Va. inmate who said he’d kill again if not given the death penalty linked to 2nd prison death

By Dena Potter, AP
Sunday, August 1, 2010

Inmate who said he’d kill more linked to 2nd death

RICHMOND, Va. — A Virginia inmate who warned prosecutors he would kill again if not given the death penalty for strangling his cellmate was involved in the death of another inmate, authorities said.

Wise County Commonwealth’s Attorney Ron Elkins confirmed late Saturday that Robert Gleason Jr. was “involved” in the death of 26-year-old Aaron Alexander Cooper, though Elkins refused to elaborate. Gleason, who was already serving a life term for murder before killing his cellmate last year, has not been charged in the death.

Cooper died Wednesday in the recreation yard for inmates housed in segregation at the maximum security Red Onion State Prison in southwestern Virginia. Elkins is awaiting a report from the medical examiner on Monday, but he said authorities believe Cooper was strangled.

Authorities are trying to figure out how it could have happened, because each inmate is placed in a separate, small caged-in area for recreation. Elkins said authorities believe Cooper was strangled with a piece of clothing, towel or bed sheet that was somehow reached through the chain link fence that separates the inmates on the recreation yard.

Elkins said he didn’t know when charges might be filed against Gleason.

Gleason is scheduled to be sentenced Aug. 31 for killing his cellmate at Wallens Ridge State Prison last year. He fired his attorneys and pleaded guilty in May, telling prosecutors he would kill again if they didn’t seek the death penalty in his case.

“I murdered that man cold-bloodedly. I planned it, and I’m gonna do it again,” the 40-year-old Gleason told The Associated Press. “Someone needs to stop it. The only way to stop me is put me on death row.”

Elkins said he may wait until after Gleason is sentenced to determine whether to charge him in Cooper’s death. He was set to visit Red Onion Monday morning to review video surveillance of the incident.

“If he gets the death penalty I’m not really sure what we’ll do,” he said.

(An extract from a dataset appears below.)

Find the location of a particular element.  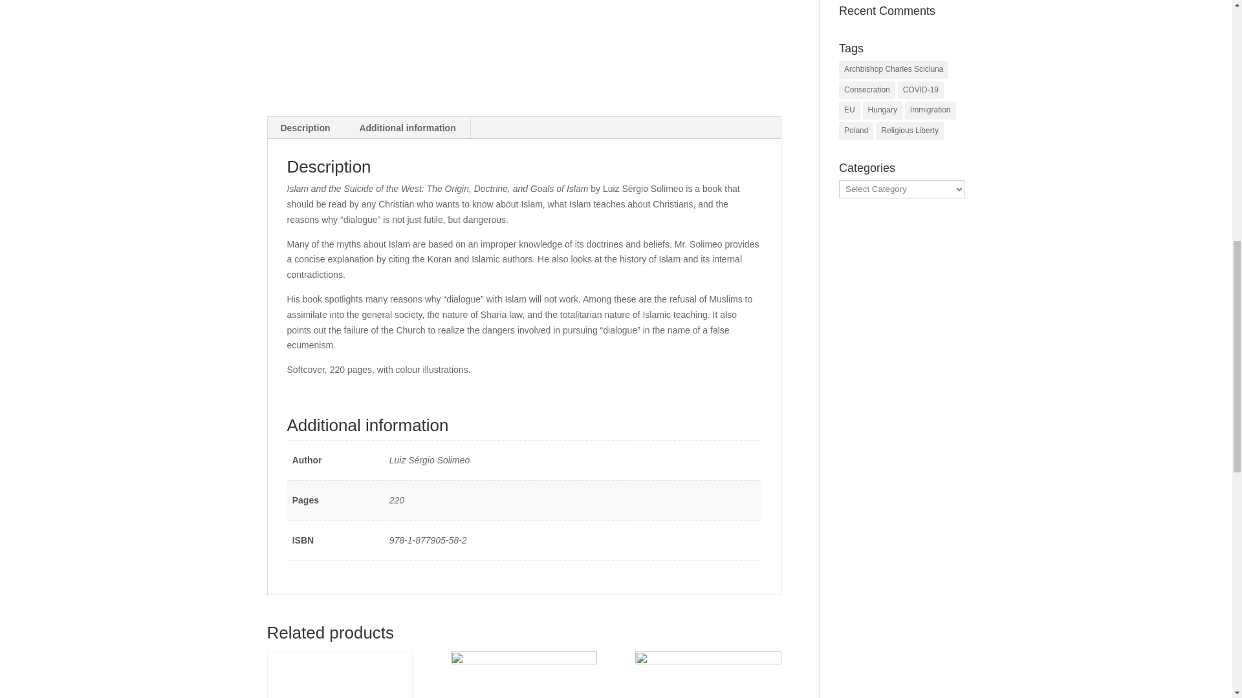

Description is located at coordinates (305, 128).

Death penalty cases are costly and time-consuming. Gleason has said he would not appeal his case if given the death penalty.

Gleason already was serving life for another murder when he killed 63-year-old Harvey Gray Watson Jr., a man with a history of mental illness who had been placed in Gleason’s cell a week earlier.

Gleason said he begged correctional officers to move Watson, who he said sang, screamed profanities and masturbated in the 8-by-10-foot cell they shared for seven days. He said Watson also got inmates to give him cigarettes in exchange for drinking his urine or clabbered milk on the recreation yard.

On the eighth day — May 8, 2009 — correctional officers found Watson bound, gagged, beaten and strangled. His death went unnoticed for 15 hours because correctional officers had not followed proper procedure for inmate head counts at the high-security prison in southwestern Virginia.

Prison employees involved in that case have denied repeated requests for comment from the AP. Department of Corrections spokesman Larry Traylor declined to discuss the situation, but said that two officers were disciplined and two others were fired. One of the fired officers was reinstated upon appeal.

Traylor said the department was investigating Cooper’s death. He referred all questions regarding Gleason to the commonwealth’s attorney.

Cooper was serving 34 years for crimes including carjacking and robbery.